The city has released its plan to rezone Inwood, the third New York City neighborhood targeted under Mayor de Blasio’s initiative to build and preserve 210,000 units of affordable housing by 2020. The rezoning is just one facet of the city’s newly-released action plan, which details a four-pronged approach to create more affordable and mixed-income housing, bolster the neighborhood’s existing community, and strengthen neighborhood infrastructure. The action plan represents the first major public investment in Inwood in decades.
Residents of Inwood, where rents have risen 38 percent between 2002 and 2014 compared to 24 percent citywide, have been on guard about outside forces acting on the neighborhood. That came to a head last summer with a developer’s proposal to rezone a site at the intersection of Broadway and Sherman Avenue. The plan was met with deep hostility—and ultimately shot down—by the community and local elected officials.
To sidestep the hostility that comes with change, the city’s Economic Development Corporation has engaged the Inwood community and business owners to give shape to the newly unveiled action plan. That engagement determined areas of focus for the plan beyond the rezoning and affordable housing initiative, such as providing fixes to intersections and parks. As with East New York and East Harlem before it, the rezoning portion of the action plan will need to pass through the city’s land use review procedure before being ratified, meaning some aspects are likely to change.
So what are the specifics, as of now? For starters, the rezoning and action plan area would roughly extend north from Dyckman Street, bordered by Inwood Hill and Isham parks and excluding the MTA rail yard, New York Presbyterian’s Allen Hospital, and Columbia University’s Baker Field.
A major point of focus is to reengage the Harlem River waterfront, now lined with parking lots and low-rise manufacturing buildings. Under the plan, the waterfront would be rezoned for residential use, requiring private developments to participate in the city’s Mandatory Inclusionary Housing (MIH) program. Any city-owned lots that give way to housing would seek deeper affordability than MIH’s 80-20 model. Waterfront developments would be required to provide public open space along the river.
The call for permanent affordable housing through the MIH program would also extend west of Tenth Avenue, which will be contextually rezoned to include a height cap.
In the last two decades, just 200 units of housing have been built in Inwood, and 89 percent of its affordable housing stock was built before 1947. Stats cited by the action plan note that the neighborhood’s median houshold income is $41,687 (compared to NYC’s median household income of $53,373), with 26 percent of its residents living below the poverty line.
About 70 percent of Inwood and Washington Heights apartments are rent-regulated; but many of these apartments were built during the Koch era and may have regulatory agreements reaching the end of their term. The action plan will seek to maintain these apartments as affordable. Similarly, it will offer tenants tools to fight back against landlord harassment. The city is currently exploring the creation of a Certificate of No Harassment pilot program, as well as doing outreach to inform tenants of their rights and how to report issues.
The action plan also calls for expanding access to parks—the city has already committed $15 million to improving green space in the area—and creating more pedestrian-friendly streets; developing neighborhood infrastructure like enhanced drainage systems; and expanding broadband service. The action plan will also focus on creating pathways to careers for area residents through a new career center.
The NYCEDC will present the plan to the Land Use group of Inwood’s Community Board 12 in mid-July, 2017. The plan is expected to enter its formal environmental review in early fall with a Uniform Land Use Review Procedure following in late 2017 or early 2018.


*TASK DETAILS*: Reproduce the records that follow in full, excluding any picture they contain.

*WORKING DATA*:

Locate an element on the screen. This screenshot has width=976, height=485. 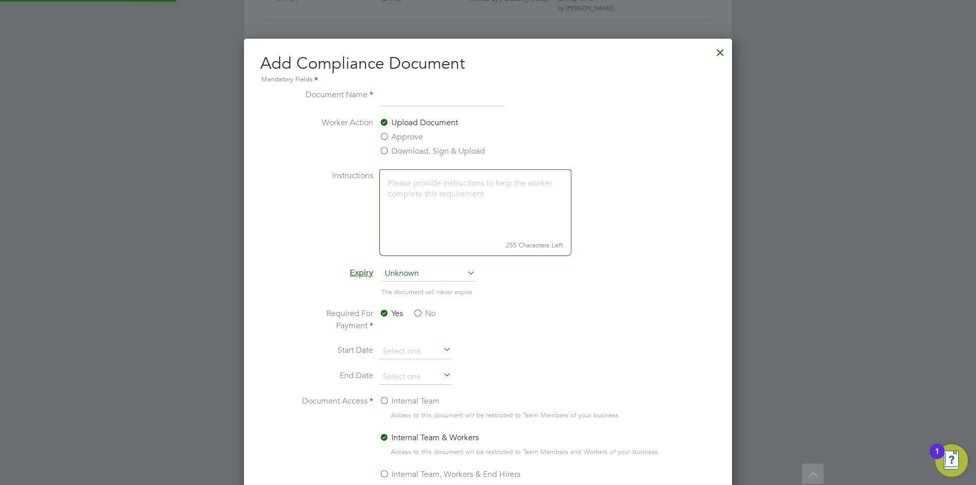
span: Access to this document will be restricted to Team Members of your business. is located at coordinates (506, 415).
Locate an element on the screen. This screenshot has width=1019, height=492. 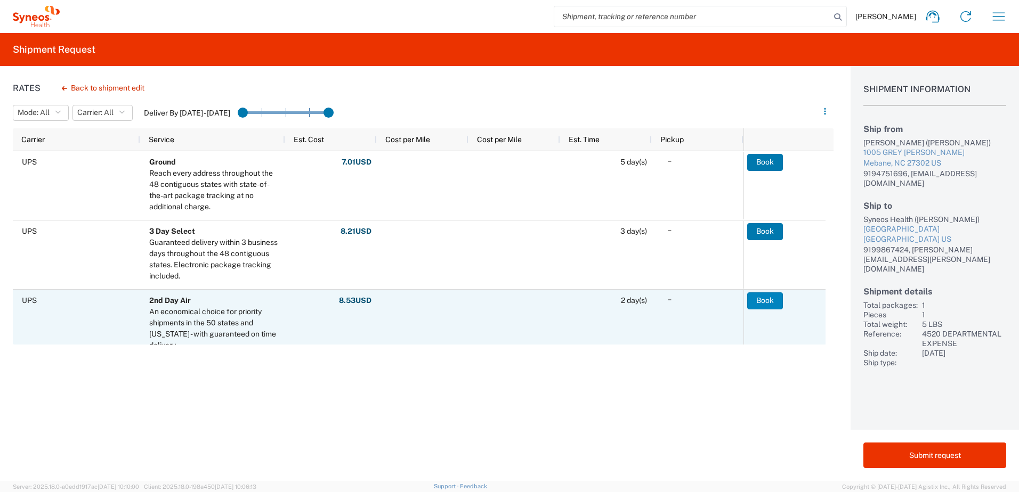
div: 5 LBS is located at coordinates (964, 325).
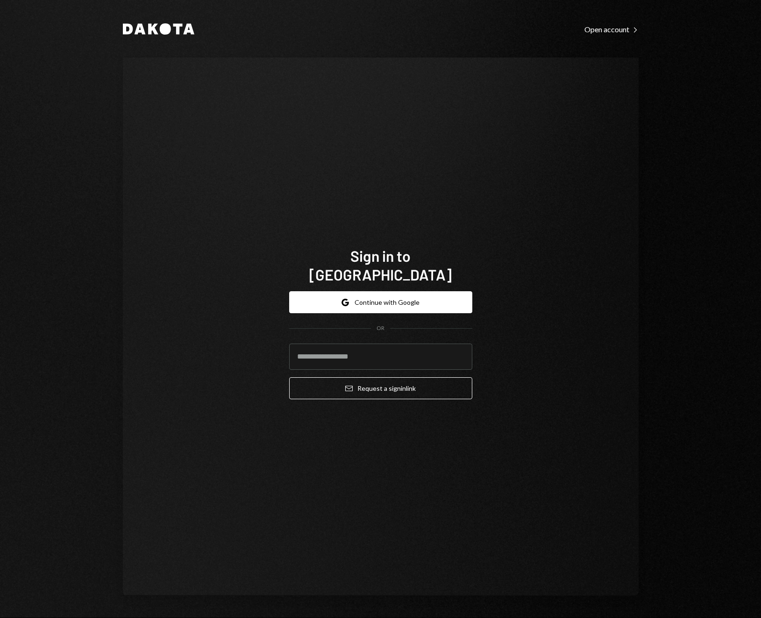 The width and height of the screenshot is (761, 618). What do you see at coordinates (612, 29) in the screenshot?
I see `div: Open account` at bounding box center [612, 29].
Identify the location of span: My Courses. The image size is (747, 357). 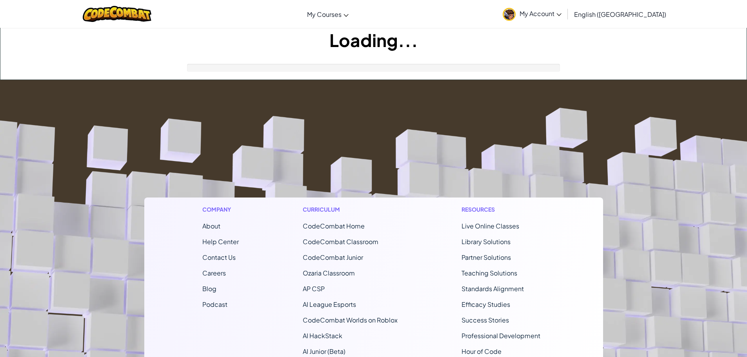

*RESPONSE*:
Locate an element on the screen. This screenshot has width=976, height=485. 
span: Access to this document will be restricted to Team Members of your business. is located at coordinates (506, 415).
Locate an element on the screen. This screenshot has width=1019, height=492. 
div: 5 LBS is located at coordinates (964, 325).
 The width and height of the screenshot is (761, 618). What do you see at coordinates (612, 29) in the screenshot?
I see `div: Open account` at bounding box center [612, 29].
Identify the location of span: My Courses. The image size is (747, 357). 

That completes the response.